Part I

If we take a step backwards, private land ownership is a relatively new phenomenon even if this is a few thousand years old.  Ownership of land has moved away from the churches and religious leaders of mankind towards the individual and then even further this way towards the individual in the economic sphere who has gleefully hung onto the rights that come with it.

Let’s just get it clear again in our thinking:

  • The liberty sphere should be concerned with the development of the humanity in us.
  • The rights sphere should confer on each of us the rights and security that we need to be human and give us each an equal say through a vote in the rights sphere.
  • Finally, the economic sphere is there to provide for the material needs of humanity.

Each of the three spheres could be seen as being the equivalent of a Government today. If the one wanted more influence over another, they would meet to discuss the right way forward, in the interests of the State, which itself would be seen as a threefold entity not a unitary State.

 

On the land question,

  • if the state has the say over who owns it, it may go to individuals connected to the state and have rights associated with the land thus obtained that do not make land ownership equally available to all.
  • If the economic sphere owned all land, the land would have the effect of giving some people the opportunity to own the means of production and exclude those without access to capital.
  • If land allocation was ‘owned’ by the liberty sphere , the risks seem less as there are only so many churches, museums and schools that it could go to. Humanity recognises that it needs the economic sphere for its food, clothing, travel and other needs. It also recognises the need for some form of rights sphere.  So, it would itself want to allocate land to people in both the economic and rights spheres. The Threefold Social Order quite clearly states that the means of production belongs in the liberty sphere.  However, there are problems inherent in this unless it is made quite clear where the correct conceptual boundaries are.  For example, problems arise if land ownership gives rights to individuals.  In this case the liberty sphere takes over the caretaking of rights from the rights sphere through the individuals that get the rights to the land.
  • So, for example, a farmer owns a piece of land and uses it to farm with in such a way that he poisons the land or allows it to be invaded by alien vegetation. He has the rights to do this in modern paradigms of allowing rights to go with land.  Mineral rights are similar.  They may be separated from the ownership of the land itself but they confer the rights on someone or some legal entity who then is somewhat free of the rights sphere as these rights are difficult to change, even for the rights sphere.
  • If land were allocated by the liberty sphere to people competent to use it effectively as assessed by the liberty sphere in conjunction with the other two spheres, then the land would end up being in the hands of competent human beings in each case in each sphere. Their tenure would be decided upon and reviewed by the liberty, economic and rights spheres from time to time. The individual ‘owner’ would be subject to the group decisions in this regard.
  • Remember, the individual, even if he sees himself in the economic sphere, would have to prove his right to manage the land and other means of production in order to be given the ‘use’ of the land.
  • The rights sphere would make sure that he only has the rights that would be fair and equitable to anyone in the same situation.
  • The economic sphere would know what needs the land or means of production were being used for and how effectively this particular user was being relative to others in the field of serving humanity’s material needs. They would also make sure that the rights cannot be taken away while the land or means of production are meeting the ‘allocation terms’.
  • The rights and liberty spheres would also need allocations and be subject to a similar review system with all three spheres making representation at all levels of society, from grass roots to policy decisions then held by the rights sphere.In order that the above ideas do not seem like Cloud Cuckoo-land, we have to learn to see the possibilities of doing things differently. Doing things as we are is creating material poverty among a lot and material wealth among a few. These materially wealthy people are at the same time at very serious risk of falling prey to material promises of inner wellbeing being able to be bought through physical manipulation of our physical bodies – a concept abhorrent to a well-founded liberty sphere. For any real movement towards a Threefold Social Order to take place, we are going to need to see it taking place slowly and in an organised way which will involve a lot of learning.  It cannot be obtained through revolution but only by evolution. Then we will also have to realise that while we may be very possessive about our earthly bodies, we are all in fact God’s creatures and on our way towards a possible existence of a more godly nature.  To be part of a belief system that feels the right to step into the godly space of another is a serious question that we need to start discussing.  The USA is seen as the leader of this ‘invasion’ of the rights of others before God.  They seem to feel the position that they are God’s spokesperson because they are materially well off.  This view needs to be not only questioned but proven wrong through other nations being more earnestly committed to their own ways rather that to being lured into competing in a losing cause.The land issue is very complex and would take more than a short article to untangle further but I have tried to give a lead into how to start looking at it with the concepts of the Threefold Social Order as given by Dr Steiner.  More will follow.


ABOUT THIS EXERCISE -
Pick out the lines below with "icon" and list them.

DATA SECTION -
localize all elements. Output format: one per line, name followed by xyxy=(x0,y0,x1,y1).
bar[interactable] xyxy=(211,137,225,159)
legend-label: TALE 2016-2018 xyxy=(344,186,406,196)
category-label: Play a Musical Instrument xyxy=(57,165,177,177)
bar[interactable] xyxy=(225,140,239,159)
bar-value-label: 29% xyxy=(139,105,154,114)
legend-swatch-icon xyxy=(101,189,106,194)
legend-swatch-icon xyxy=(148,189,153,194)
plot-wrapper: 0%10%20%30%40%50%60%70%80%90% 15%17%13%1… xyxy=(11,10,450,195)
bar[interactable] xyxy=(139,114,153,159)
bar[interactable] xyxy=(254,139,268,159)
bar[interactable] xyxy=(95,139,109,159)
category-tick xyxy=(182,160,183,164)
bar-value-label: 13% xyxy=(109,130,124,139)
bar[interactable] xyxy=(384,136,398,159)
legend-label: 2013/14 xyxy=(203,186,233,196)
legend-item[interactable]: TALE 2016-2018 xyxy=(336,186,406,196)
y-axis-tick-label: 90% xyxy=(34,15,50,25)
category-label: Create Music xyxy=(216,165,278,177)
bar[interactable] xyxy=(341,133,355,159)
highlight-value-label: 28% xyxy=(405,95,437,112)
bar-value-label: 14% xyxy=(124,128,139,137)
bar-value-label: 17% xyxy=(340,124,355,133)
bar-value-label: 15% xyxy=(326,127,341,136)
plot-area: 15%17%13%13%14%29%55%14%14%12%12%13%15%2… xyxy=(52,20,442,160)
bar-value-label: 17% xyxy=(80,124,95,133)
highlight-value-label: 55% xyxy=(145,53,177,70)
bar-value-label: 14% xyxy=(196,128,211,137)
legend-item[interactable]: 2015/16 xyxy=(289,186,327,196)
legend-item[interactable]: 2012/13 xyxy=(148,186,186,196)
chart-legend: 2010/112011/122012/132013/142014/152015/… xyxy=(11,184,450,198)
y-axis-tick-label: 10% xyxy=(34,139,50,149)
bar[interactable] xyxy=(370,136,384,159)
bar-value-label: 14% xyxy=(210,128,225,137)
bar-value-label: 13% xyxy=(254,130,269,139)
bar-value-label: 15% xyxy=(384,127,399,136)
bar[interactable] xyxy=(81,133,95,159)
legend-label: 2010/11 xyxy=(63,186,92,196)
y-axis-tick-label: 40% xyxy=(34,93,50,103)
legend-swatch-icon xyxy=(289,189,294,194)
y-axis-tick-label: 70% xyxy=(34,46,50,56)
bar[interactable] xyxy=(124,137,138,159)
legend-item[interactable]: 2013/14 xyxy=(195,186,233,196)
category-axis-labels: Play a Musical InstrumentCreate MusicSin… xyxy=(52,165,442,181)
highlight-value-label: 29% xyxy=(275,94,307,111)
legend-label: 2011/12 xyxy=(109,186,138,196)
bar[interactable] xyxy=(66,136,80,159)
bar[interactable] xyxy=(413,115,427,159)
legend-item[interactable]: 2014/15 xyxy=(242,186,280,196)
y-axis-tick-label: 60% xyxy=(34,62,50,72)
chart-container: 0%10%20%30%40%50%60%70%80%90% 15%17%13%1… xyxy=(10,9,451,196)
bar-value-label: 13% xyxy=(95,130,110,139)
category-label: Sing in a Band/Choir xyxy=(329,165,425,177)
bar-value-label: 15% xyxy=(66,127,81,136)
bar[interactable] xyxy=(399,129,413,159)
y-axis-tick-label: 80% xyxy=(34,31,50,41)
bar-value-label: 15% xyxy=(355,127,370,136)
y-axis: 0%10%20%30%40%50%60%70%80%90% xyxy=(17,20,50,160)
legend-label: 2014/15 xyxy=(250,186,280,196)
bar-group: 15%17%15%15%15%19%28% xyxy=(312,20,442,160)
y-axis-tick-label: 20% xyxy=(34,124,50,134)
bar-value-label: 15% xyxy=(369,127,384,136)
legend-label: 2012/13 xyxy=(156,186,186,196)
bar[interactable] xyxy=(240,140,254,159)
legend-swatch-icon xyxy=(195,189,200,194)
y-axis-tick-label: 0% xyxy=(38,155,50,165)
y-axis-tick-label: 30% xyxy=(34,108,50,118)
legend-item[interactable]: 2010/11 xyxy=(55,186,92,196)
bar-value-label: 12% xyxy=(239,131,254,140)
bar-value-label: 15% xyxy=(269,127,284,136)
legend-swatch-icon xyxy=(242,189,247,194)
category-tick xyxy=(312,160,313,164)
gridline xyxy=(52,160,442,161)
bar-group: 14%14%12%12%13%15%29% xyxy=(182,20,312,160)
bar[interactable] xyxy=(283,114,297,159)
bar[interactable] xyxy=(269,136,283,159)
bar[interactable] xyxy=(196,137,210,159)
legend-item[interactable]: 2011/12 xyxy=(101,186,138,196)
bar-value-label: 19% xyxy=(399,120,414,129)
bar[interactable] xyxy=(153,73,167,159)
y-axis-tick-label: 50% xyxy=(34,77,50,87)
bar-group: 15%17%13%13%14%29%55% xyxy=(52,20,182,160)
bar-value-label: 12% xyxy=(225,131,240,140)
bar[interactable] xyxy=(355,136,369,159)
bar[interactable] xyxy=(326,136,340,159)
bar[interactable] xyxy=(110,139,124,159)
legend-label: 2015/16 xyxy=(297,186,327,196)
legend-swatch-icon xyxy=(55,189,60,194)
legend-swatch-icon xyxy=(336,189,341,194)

REPLY TO THE EXERCISE -
legend-swatch-icon xyxy=(101,189,106,194)
legend-swatch-icon xyxy=(148,189,153,194)
legend-swatch-icon xyxy=(289,189,294,194)
legend-swatch-icon xyxy=(195,189,200,194)
legend-swatch-icon xyxy=(242,189,247,194)
legend-swatch-icon xyxy=(55,189,60,194)
legend-swatch-icon xyxy=(336,189,341,194)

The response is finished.